Tuesday, June 10, 2014

Faculty advisors

UChicago's in the news all the time! Is this what comes of having up and become a super-elite college? First there's Katie Dries of Jezebel, reporting on the school's issues with sexual assault on campus. (Upsetting but not, I must admit, surprising.) Then there's Dan Savage getting accused of a "hate crime" by a language-policing student. While I have, I promise, oh so many thoughts on all of this, here's the part of Savage's post that jumped out at me for personal reasons:
But I do want to quote one piece at The Maroon—which has written numerous pieces about my alleged "hate crime," the demand by QUIP for an apology from the IOP (which the IOP, to its credit, refused to cough up) and QUIP's demand that the IOP promise to "censor" all future IOP guests who might use "hate speech" (not gonna happen, says IOP)—all without bothering to contact me for my side of the story. (That's not how we do journalism out here in the real world,Maroon. Please consult your faculty advisors. You do have faculty advisors, right?) 
In my time at the Maroon, I don't remember there being faculty advisors. Faculty who wanted to publish articles in the Maroon and got in a tizzy if not permitted to do so, yes, that would happen. (It was like, guys, send your thing to a real newspaper and they'll probably publish it! Not so for us undergrads!) But advisors? It's not a university with a journalism school or program, so I'm not sure where these advisors would be coming from. The Maroon wasn't a class or an apprenticeship. It was (although I suspect this has changed) a smoke-filled, hamburger-grease-coated basement office where the blind led the blind.

In any case, as someone with some insights into how that paper is (well, was) run, my first guess was, they didn't contact Savage because they didn't think in a million years he'd get back to them. It's one thing to aggressively interview school administrators, but visiting famous speakers? People an undergrad wouldn't think could possibly care what's written about them in the school paper? But now I see they did manage to get a statement from the other famous speaker, so, who knows.

4 comments:

  1. The only thing that Savage should have added was that he was (at least mostly) _mentioning_ the word "tranny" and not _using_ it. Not knowing or understanding the use/mention distinction leads to lots of problems, including looking like an idiot in this case! (Not Savage, but the person who got offended.)

    ReplyDelete
  2. I think every student org technically had a faculty advisor, but that person had no function except to be a name on the form used to apply for student government funding. I'm not even sure that schools w/ journalism programs have interventionist adult guidance in their student newspapers. That's kind of a relic of high school.

    ReplyDelete
  3. Matt,

    I guess the counterargument would be, the n-word. Someone non-black using it even to discuss its use would be considered insensitive. I also wondered about the "off the record" thing - such events always end up being fair game, even if ideally they wouldn't be. (Someone I was discussing this with mentioned Romney's "47%" gaffe.)

    But this did seem a different story, in part because, as Savage has explained on his podcast as well, this isn't exactly a word that everyone - even everyone trans - agrees is a slur.

    What seems to have happened is, sensitivity around trans issues has become the forefront of political correctness, and has taken on a life of its own above and beyond what actual transpeople seek out. So it's not that people who are trans are hypersensitive. It's that demonstrating one's sensitivity on this issue has become the ultimate in sanctimony. Whether this helps or hurts transpeople is its own question.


▶ [WORK TO COMPLETE]: Every line from the one bearing "Extract the structured" through the last line of the records below is to be output exactly, and no other line; leave out the pictures.
****************************************
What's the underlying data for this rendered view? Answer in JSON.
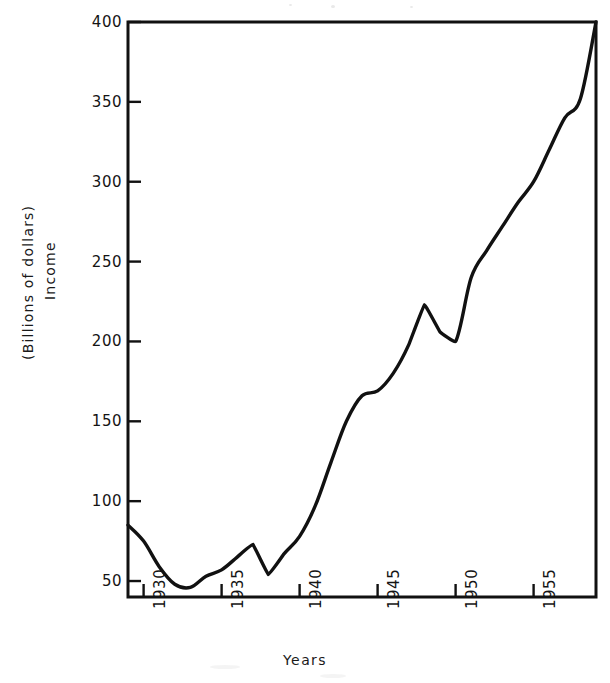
{
  "chart_data": {
    "type": "line",
    "title": "",
    "xlabel": "Years",
    "ylabel": "Income (Billions of dollars)",
    "ylabel_line1": "Income",
    "ylabel_line2": "(Billions of dollars)",
    "xlim": [
      1929,
      1959
    ],
    "ylim": [
      40,
      400
    ],
    "grid": false,
    "legend": null,
    "yticks": [
      50,
      100,
      150,
      200,
      250,
      300,
      350,
      400
    ],
    "ytick_labels": [
      "50",
      "100",
      "150",
      "200",
      "250",
      "300",
      "350",
      "400"
    ],
    "xticks": [
      1930,
      1935,
      1940,
      1945,
      1950,
      1955
    ],
    "xtick_labels": [
      "1930",
      "1935",
      "1940",
      "1945",
      "1950",
      "1955"
    ],
    "series": [
      {
        "name": "National Income",
        "color": "#111111",
        "x": [
          1929,
          1930,
          1931,
          1932,
          1933,
          1934,
          1935,
          1936,
          1937,
          1938,
          1939,
          1940,
          1941,
          1942,
          1943,
          1944,
          1945,
          1946,
          1947,
          1948,
          1949,
          1950,
          1951,
          1952,
          1953,
          1954,
          1955,
          1956,
          1957,
          1958,
          1959
        ],
        "values": [
          85,
          75,
          59,
          48,
          46,
          53,
          57,
          65,
          73,
          54,
          67,
          78,
          97,
          124,
          150,
          166,
          169,
          180,
          198,
          223,
          206,
          200,
          240,
          257,
          272,
          287,
          300,
          320,
          340,
          352,
          400
        ]
      }
    ]
  },
  "axis": {
    "frame_color": "#111111"
  }
}
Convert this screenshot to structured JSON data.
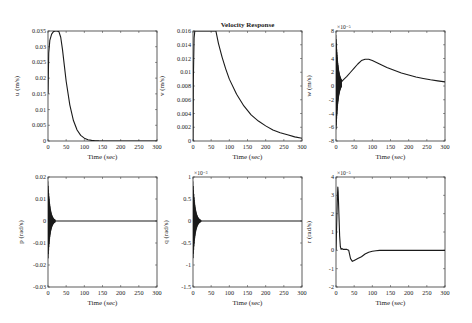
{
  "figure": {
    "title": "Velocity Response",
    "background": "#ffffff",
    "line_color": "#1a1a1a",
    "axis_color": "#333333"
  },
  "chart_data": [
    {
      "type": "line",
      "id": "u",
      "ylabel": "u (m/s)",
      "xlabel": "Time (sec)",
      "title": "",
      "xlim": [
        0,
        300
      ],
      "ylim": [
        0,
        0.035
      ],
      "xticks": [
        0,
        50,
        100,
        150,
        200,
        250,
        300
      ],
      "yticks": [
        0,
        0.005,
        0.01,
        0.015,
        0.02,
        0.025,
        0.03,
        0.035
      ],
      "ytick_labels": [
        "0",
        "0.005",
        "0.01",
        "0.015",
        "0.02",
        "0.025",
        "0.03",
        "0.035"
      ],
      "exponent": "",
      "grid": false,
      "x": [
        0,
        2,
        5,
        10,
        15,
        20,
        25,
        30,
        35,
        40,
        45,
        50,
        60,
        70,
        80,
        90,
        100,
        110,
        120,
        130,
        140,
        150,
        200,
        250,
        300
      ],
      "y": [
        0.015,
        0.028,
        0.032,
        0.034,
        0.0348,
        0.035,
        0.035,
        0.0348,
        0.033,
        0.029,
        0.024,
        0.019,
        0.0115,
        0.0065,
        0.0035,
        0.0018,
        0.0009,
        0.0004,
        0.0002,
        0.0001,
        3e-05,
        0.0,
        0.0,
        0.0,
        0.0
      ]
    },
    {
      "type": "line",
      "id": "v",
      "ylabel": "v (m/s)",
      "xlabel": "Time (sec)",
      "title": "Velocity Response",
      "xlim": [
        0,
        300
      ],
      "ylim": [
        0,
        0.016
      ],
      "xticks": [
        0,
        50,
        100,
        150,
        200,
        250,
        300
      ],
      "yticks": [
        0,
        0.002,
        0.004,
        0.006,
        0.008,
        0.01,
        0.012,
        0.014,
        0.016
      ],
      "ytick_labels": [
        "0",
        "0.002",
        "0.004",
        "0.006",
        "0.008",
        "0.01",
        "0.012",
        "0.014",
        "0.016"
      ],
      "exponent": "",
      "grid": false,
      "x": [
        0,
        1,
        3,
        5,
        10,
        20,
        40,
        60,
        63,
        70,
        80,
        90,
        100,
        120,
        140,
        160,
        180,
        200,
        220,
        240,
        260,
        280,
        300
      ],
      "y": [
        0.0,
        0.009,
        0.015,
        0.016,
        0.016,
        0.016,
        0.016,
        0.016,
        0.016,
        0.0142,
        0.0122,
        0.0105,
        0.009,
        0.0068,
        0.0051,
        0.0038,
        0.0029,
        0.0022,
        0.0016,
        0.0012,
        0.0009,
        0.0006,
        0.0004
      ]
    },
    {
      "type": "line",
      "id": "w",
      "ylabel": "w (m/s)",
      "xlabel": "Time (sec)",
      "title": "",
      "xlim": [
        0,
        300
      ],
      "ylim": [
        -8,
        8
      ],
      "xticks": [
        0,
        50,
        100,
        150,
        200,
        250,
        300
      ],
      "yticks": [
        -8,
        -6,
        -4,
        -2,
        0,
        2,
        4,
        6,
        8
      ],
      "ytick_labels": [
        "-8",
        "-6",
        "-4",
        "-2",
        "0",
        "2",
        "4",
        "6",
        "8"
      ],
      "exponent": "×10⁻⁵",
      "grid": false,
      "oscillation": {
        "x_start": 0,
        "x_end": 15,
        "amplitude_start": 7.0,
        "amplitude_end": 0.5,
        "center": 0.4
      },
      "x": [
        15,
        20,
        30,
        40,
        50,
        60,
        70,
        80,
        90,
        100,
        120,
        140,
        160,
        180,
        200,
        220,
        240,
        260,
        280,
        300
      ],
      "y": [
        0.6,
        0.9,
        1.4,
        2.0,
        2.6,
        3.2,
        3.7,
        3.9,
        3.9,
        3.7,
        3.2,
        2.7,
        2.3,
        1.9,
        1.6,
        1.3,
        1.1,
        0.9,
        0.75,
        0.6
      ]
    },
    {
      "type": "line",
      "id": "p",
      "ylabel": "p (rad/s)",
      "xlabel": "Time (sec)",
      "title": "",
      "xlim": [
        0,
        300
      ],
      "ylim": [
        -0.03,
        0.02
      ],
      "xticks": [
        0,
        50,
        100,
        150,
        200,
        250,
        300
      ],
      "yticks": [
        -0.03,
        -0.02,
        -0.01,
        0,
        0.01,
        0.02
      ],
      "ytick_labels": [
        "-0.03",
        "-0.02",
        "-0.01",
        "0",
        "0.01",
        "0.02"
      ],
      "exponent": "",
      "grid": false,
      "oscillation": {
        "x_start": 0,
        "x_end": 20,
        "amplitude_start": 0.018,
        "amplitude_end": 0.0005,
        "center": 0
      },
      "x": [
        20,
        40,
        60,
        100,
        150,
        200,
        250,
        300
      ],
      "y": [
        0,
        0,
        0,
        0,
        0,
        0,
        0,
        0
      ]
    },
    {
      "type": "line",
      "id": "q",
      "ylabel": "q (rad/s)",
      "xlabel": "Time (sec)",
      "title": "",
      "xlim": [
        0,
        300
      ],
      "ylim": [
        -1.5,
        1
      ],
      "xticks": [
        0,
        50,
        100,
        150,
        200,
        250,
        300
      ],
      "yticks": [
        -1.5,
        -1,
        -0.5,
        0,
        0.5,
        1
      ],
      "ytick_labels": [
        "-1.5",
        "-1",
        "-0.5",
        "0",
        "0.5",
        "1"
      ],
      "exponent": "×10⁻³",
      "grid": false,
      "oscillation": {
        "x_start": 0,
        "x_end": 22,
        "amplitude_start": 0.9,
        "amplitude_end": 0.02,
        "center": 0
      },
      "x": [
        22,
        40,
        60,
        100,
        150,
        200,
        250,
        300
      ],
      "y": [
        0,
        0,
        0,
        0,
        0,
        0,
        0,
        0
      ]
    },
    {
      "type": "line",
      "id": "r",
      "ylabel": "r (rad/s)",
      "xlabel": "Time (sec)",
      "title": "",
      "xlim": [
        0,
        300
      ],
      "ylim": [
        -2,
        4
      ],
      "xticks": [
        0,
        50,
        100,
        150,
        200,
        250,
        300
      ],
      "yticks": [
        -2,
        -1,
        0,
        1,
        2,
        3,
        4
      ],
      "ytick_labels": [
        "-2",
        "-1",
        "0",
        "1",
        "2",
        "3",
        "4"
      ],
      "exponent": "×10⁻⁵",
      "grid": false,
      "x": [
        0,
        2,
        4,
        5,
        6,
        8,
        10,
        12,
        14,
        16,
        20,
        30,
        35,
        40,
        45,
        50,
        60,
        70,
        80,
        90,
        100,
        110,
        120,
        130,
        150,
        200,
        250,
        300
      ],
      "y": [
        0,
        1.5,
        3.0,
        3.45,
        3.2,
        2.0,
        0.8,
        0.2,
        0.05,
        0.1,
        0.05,
        0.05,
        0.0,
        -0.45,
        -0.6,
        -0.55,
        -0.45,
        -0.35,
        -0.2,
        -0.1,
        -0.05,
        -0.02,
        0.0,
        0.0,
        0.0,
        0.0,
        0.0,
        0.0
      ]
    }
  ],
  "layout": {
    "panels": [
      {
        "id": "u",
        "x": 48,
        "y": 31,
        "w": 109,
        "h": 110
      },
      {
        "id": "v",
        "x": 193,
        "y": 31,
        "w": 109,
        "h": 110
      },
      {
        "id": "w",
        "x": 336,
        "y": 31,
        "w": 109,
        "h": 110
      },
      {
        "id": "p",
        "x": 48,
        "y": 177,
        "w": 109,
        "h": 110
      },
      {
        "id": "q",
        "x": 193,
        "y": 177,
        "w": 109,
        "h": 110
      },
      {
        "id": "r",
        "x": 336,
        "y": 177,
        "w": 109,
        "h": 110
      }
    ]
  }
}
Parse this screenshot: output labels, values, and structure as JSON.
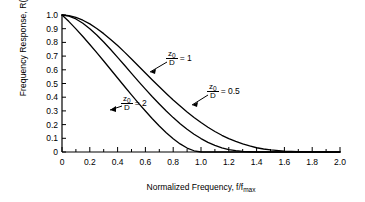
{
  "chart_data": {
    "type": "line",
    "title": "",
    "xlabel": "Normalized Frequency,  f/f",
    "xlabel_sub": "max",
    "ylabel": "Frequency Response,  R(ω)",
    "xlim": [
      0,
      2.0
    ],
    "ylim": [
      0,
      1.0
    ],
    "grid": false,
    "legend_position": "inline-annotations",
    "xticks": [
      "0",
      "0.2",
      "0.4",
      "0.6",
      "0.8",
      "1.0",
      "1.2",
      "1.4",
      "1.6",
      "1.8",
      "2.0"
    ],
    "xtick_values": [
      0,
      0.2,
      0.4,
      0.6,
      0.8,
      1.0,
      1.2,
      1.4,
      1.6,
      1.8,
      2.0
    ],
    "yticks": [
      "1.0",
      "0.9",
      "0.8",
      "0.7",
      "0.6",
      "0.5",
      "0.4",
      "0.3",
      "0.2",
      "0.1",
      "0"
    ],
    "ytick_values": [
      1.0,
      0.9,
      0.8,
      0.7,
      0.6,
      0.5,
      0.4,
      0.3,
      0.2,
      0.1,
      0
    ],
    "x": [
      0,
      0.05,
      0.1,
      0.15,
      0.2,
      0.25,
      0.3,
      0.35,
      0.4,
      0.45,
      0.5,
      0.55,
      0.6,
      0.65,
      0.7,
      0.75,
      0.8,
      0.85,
      0.9,
      0.95,
      1.0,
      1.05,
      1.1,
      1.15,
      1.2,
      1.25,
      1.3,
      1.35,
      1.4,
      1.45,
      1.5,
      1.6,
      1.7,
      1.8,
      1.9,
      2.0
    ],
    "series": [
      {
        "name": "z0/D = 0.5",
        "label_numerator": "z",
        "label_numerator_sub": "0",
        "label_denominator": "D",
        "label_equals": "= 0.5",
        "values": [
          1.0,
          0.995,
          0.982,
          0.962,
          0.935,
          0.902,
          0.864,
          0.822,
          0.777,
          0.729,
          0.679,
          0.628,
          0.577,
          0.526,
          0.476,
          0.427,
          0.38,
          0.335,
          0.292,
          0.252,
          0.215,
          0.181,
          0.15,
          0.122,
          0.098,
          0.077,
          0.059,
          0.044,
          0.031,
          0.022,
          0.015,
          0.007,
          0.003,
          0.001,
          0.0,
          0.0
        ]
      },
      {
        "name": "z0/D = 1",
        "label_numerator": "z",
        "label_numerator_sub": "0",
        "label_denominator": "D",
        "label_equals": "= 1",
        "values": [
          1.0,
          0.992,
          0.971,
          0.94,
          0.9,
          0.854,
          0.803,
          0.748,
          0.691,
          0.633,
          0.574,
          0.516,
          0.459,
          0.403,
          0.35,
          0.299,
          0.251,
          0.207,
          0.166,
          0.13,
          0.098,
          0.07,
          0.048,
          0.03,
          0.018,
          0.01,
          0.005,
          0.002,
          0.0,
          0.0,
          0.0,
          0.0,
          0.0,
          0.0,
          0.0,
          0.0
        ]
      },
      {
        "name": "z0/D = 2",
        "label_numerator": "z",
        "label_numerator_sub": "0",
        "label_denominator": "D",
        "label_equals": "= 2",
        "values": [
          1.0,
          0.952,
          0.899,
          0.843,
          0.785,
          0.725,
          0.664,
          0.602,
          0.54,
          0.478,
          0.417,
          0.357,
          0.299,
          0.243,
          0.19,
          0.141,
          0.097,
          0.059,
          0.029,
          0.009,
          0.0,
          0.0,
          0.0,
          0.0,
          0.0,
          0.0,
          0.0,
          0.0,
          0.0,
          0.0,
          0.0,
          0.0,
          0.0,
          0.0,
          0.0,
          0.0
        ]
      }
    ],
    "annotations": [
      {
        "text": "z0/D = 1",
        "target_x": 0.62,
        "target_y": 0.53
      },
      {
        "text": "z0/D = 0.5",
        "target_x": 0.94,
        "target_y": 0.22
      },
      {
        "text": "z0/D = 2",
        "target_x": 0.4,
        "target_y": 0.23
      }
    ],
    "colors": {
      "line": "#000000",
      "axis": "#000000",
      "background": "#ffffff"
    }
  }
}
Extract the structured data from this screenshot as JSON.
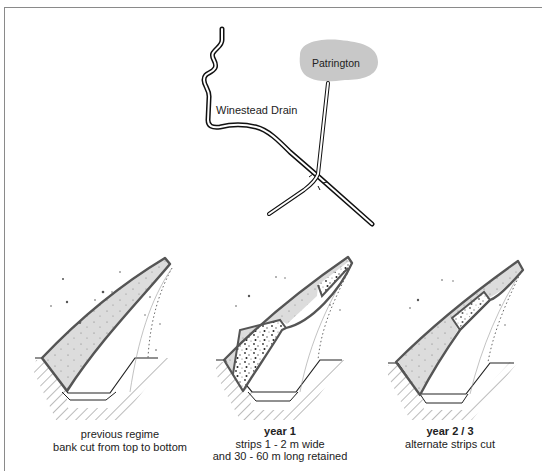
{
  "map": {
    "river_label": "Winestead Drain",
    "town_label": "Patrington",
    "town_fill": "#c8c8c8"
  },
  "diagrams": [
    {
      "title": "",
      "lines": [
        "previous regime",
        "bank cut from top to bottom"
      ]
    },
    {
      "title": "year 1",
      "lines": [
        "strips 1 - 2 m wide",
        "and 30 - 60 m long retained"
      ]
    },
    {
      "title": "year 2 / 3",
      "lines": [
        "alternate strips cut"
      ]
    }
  ],
  "colors": {
    "frame": "#8a8a8a",
    "bank_outline": "#555555",
    "cut_fill": "#dcdcdc",
    "retained_speckle": "#333333"
  }
}
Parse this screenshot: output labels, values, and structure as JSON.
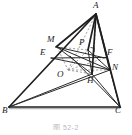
****************************************
▶ [OUTPUT]:
Extract the structured data from this screenshot as JSON.
{
  "map": {
    "river_label": "Winestead Drain",
    "town_label": "Patrington",
    "town_fill": "#c8c8c8"
  },
  "diagrams": [
    {
      "title": "",
      "lines": [
        "previous regime",
        "bank cut from top to bottom"
      ]
    },
    {
      "title": "year 1",
      "lines": [
        "strips 1 - 2 m wide",
        "and 30 - 60 m long retained"
      ]
    },
    {
      "title": "year 2 / 3",
      "lines": [
        "alternate strips cut"
      ]
    }
  ],
  "colors": {
    "frame": "#8a8a8a",
    "bank_outline": "#555555",
    "cut_fill": "#dcdcdc",
    "retained_speckle": "#333333"
  }
}
Parse this screenshot: output labels, values, and structure as JSON.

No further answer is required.